(Dataset entries)

►

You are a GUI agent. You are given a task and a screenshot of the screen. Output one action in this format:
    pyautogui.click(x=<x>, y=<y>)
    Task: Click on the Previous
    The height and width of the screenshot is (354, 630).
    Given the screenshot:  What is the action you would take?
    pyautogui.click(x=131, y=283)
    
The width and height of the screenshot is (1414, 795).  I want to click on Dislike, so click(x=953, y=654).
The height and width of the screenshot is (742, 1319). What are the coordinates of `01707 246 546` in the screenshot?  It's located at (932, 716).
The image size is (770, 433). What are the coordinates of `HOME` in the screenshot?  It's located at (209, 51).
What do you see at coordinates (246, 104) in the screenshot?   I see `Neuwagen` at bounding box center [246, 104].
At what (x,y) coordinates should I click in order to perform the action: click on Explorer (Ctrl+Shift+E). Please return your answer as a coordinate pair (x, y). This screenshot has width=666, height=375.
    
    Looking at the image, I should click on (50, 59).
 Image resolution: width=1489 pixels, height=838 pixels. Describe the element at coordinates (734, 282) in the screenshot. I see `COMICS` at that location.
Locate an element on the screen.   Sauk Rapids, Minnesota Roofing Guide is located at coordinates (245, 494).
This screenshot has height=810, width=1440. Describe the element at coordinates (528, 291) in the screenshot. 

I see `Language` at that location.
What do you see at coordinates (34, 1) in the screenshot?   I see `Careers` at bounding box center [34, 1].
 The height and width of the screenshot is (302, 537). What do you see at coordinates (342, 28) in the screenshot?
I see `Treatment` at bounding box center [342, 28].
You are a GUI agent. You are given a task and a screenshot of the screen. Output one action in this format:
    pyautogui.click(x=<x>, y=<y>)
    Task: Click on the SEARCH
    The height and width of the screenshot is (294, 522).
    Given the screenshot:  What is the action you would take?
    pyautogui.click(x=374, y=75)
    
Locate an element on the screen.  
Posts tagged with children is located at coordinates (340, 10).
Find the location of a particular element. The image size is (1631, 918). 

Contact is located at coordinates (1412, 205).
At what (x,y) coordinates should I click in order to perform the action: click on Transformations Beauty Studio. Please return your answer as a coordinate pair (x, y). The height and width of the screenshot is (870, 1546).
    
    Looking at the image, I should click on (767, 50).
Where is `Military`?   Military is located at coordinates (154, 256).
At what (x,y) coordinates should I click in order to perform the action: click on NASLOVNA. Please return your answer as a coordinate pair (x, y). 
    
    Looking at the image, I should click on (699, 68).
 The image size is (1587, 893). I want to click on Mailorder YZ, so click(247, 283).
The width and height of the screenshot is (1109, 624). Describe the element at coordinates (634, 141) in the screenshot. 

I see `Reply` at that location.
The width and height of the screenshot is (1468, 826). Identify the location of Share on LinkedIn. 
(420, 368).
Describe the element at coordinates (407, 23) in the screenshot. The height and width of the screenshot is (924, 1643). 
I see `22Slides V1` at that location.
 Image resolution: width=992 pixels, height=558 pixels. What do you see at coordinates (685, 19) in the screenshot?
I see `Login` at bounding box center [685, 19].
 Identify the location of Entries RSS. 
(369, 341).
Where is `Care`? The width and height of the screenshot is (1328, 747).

◄

### [TASK TO COMPLETE]
Repeat all of the data exactly. Include every line.

### [YOUR SOLUTION]
You are a GUI agent. You are given a task and a screenshot of the screen. Output one action in this format:
    pyautogui.click(x=<x>, y=<y>)
    Task: Click on the Previous
    The height and width of the screenshot is (354, 630).
    Given the screenshot:  What is the action you would take?
    pyautogui.click(x=131, y=283)
    
The width and height of the screenshot is (1414, 795).  I want to click on Dislike, so click(x=953, y=654).
The height and width of the screenshot is (742, 1319). What are the coordinates of `01707 246 546` in the screenshot?  It's located at (932, 716).
The image size is (770, 433). What are the coordinates of `HOME` in the screenshot?  It's located at (209, 51).
What do you see at coordinates (246, 104) in the screenshot?   I see `Neuwagen` at bounding box center [246, 104].
At what (x,y) coordinates should I click in order to perform the action: click on Explorer (Ctrl+Shift+E). Please return your answer as a coordinate pair (x, y). This screenshot has width=666, height=375.
    
    Looking at the image, I should click on (50, 59).
 Image resolution: width=1489 pixels, height=838 pixels. Describe the element at coordinates (734, 282) in the screenshot. I see `COMICS` at that location.
Locate an element on the screen.   Sauk Rapids, Minnesota Roofing Guide is located at coordinates (245, 494).
This screenshot has height=810, width=1440. Describe the element at coordinates (528, 291) in the screenshot. 

I see `Language` at that location.
What do you see at coordinates (34, 1) in the screenshot?   I see `Careers` at bounding box center [34, 1].
 The height and width of the screenshot is (302, 537). What do you see at coordinates (342, 28) in the screenshot?
I see `Treatment` at bounding box center [342, 28].
You are a GUI agent. You are given a task and a screenshot of the screen. Output one action in this format:
    pyautogui.click(x=<x>, y=<y>)
    Task: Click on the SEARCH
    The height and width of the screenshot is (294, 522).
    Given the screenshot:  What is the action you would take?
    pyautogui.click(x=374, y=75)
    
Locate an element on the screen.  
Posts tagged with children is located at coordinates (340, 10).
Find the location of a particular element. The image size is (1631, 918). 

Contact is located at coordinates (1412, 205).
At what (x,y) coordinates should I click in order to perform the action: click on Transformations Beauty Studio. Please return your answer as a coordinate pair (x, y). The height and width of the screenshot is (870, 1546).
    
    Looking at the image, I should click on (767, 50).
Where is `Military`?   Military is located at coordinates (154, 256).
At what (x,y) coordinates should I click in order to perform the action: click on NASLOVNA. Please return your answer as a coordinate pair (x, y). 
    
    Looking at the image, I should click on (699, 68).
 The image size is (1587, 893). I want to click on Mailorder YZ, so click(247, 283).
The width and height of the screenshot is (1109, 624). Describe the element at coordinates (634, 141) in the screenshot. 

I see `Reply` at that location.
The width and height of the screenshot is (1468, 826). Identify the location of Share on LinkedIn. 
(420, 368).
Describe the element at coordinates (407, 23) in the screenshot. The height and width of the screenshot is (924, 1643). 
I see `22Slides V1` at that location.
 Image resolution: width=992 pixels, height=558 pixels. What do you see at coordinates (685, 19) in the screenshot?
I see `Login` at bounding box center [685, 19].
 Identify the location of Entries RSS. 
(369, 341).
Where is `Care`? The width and height of the screenshot is (1328, 747).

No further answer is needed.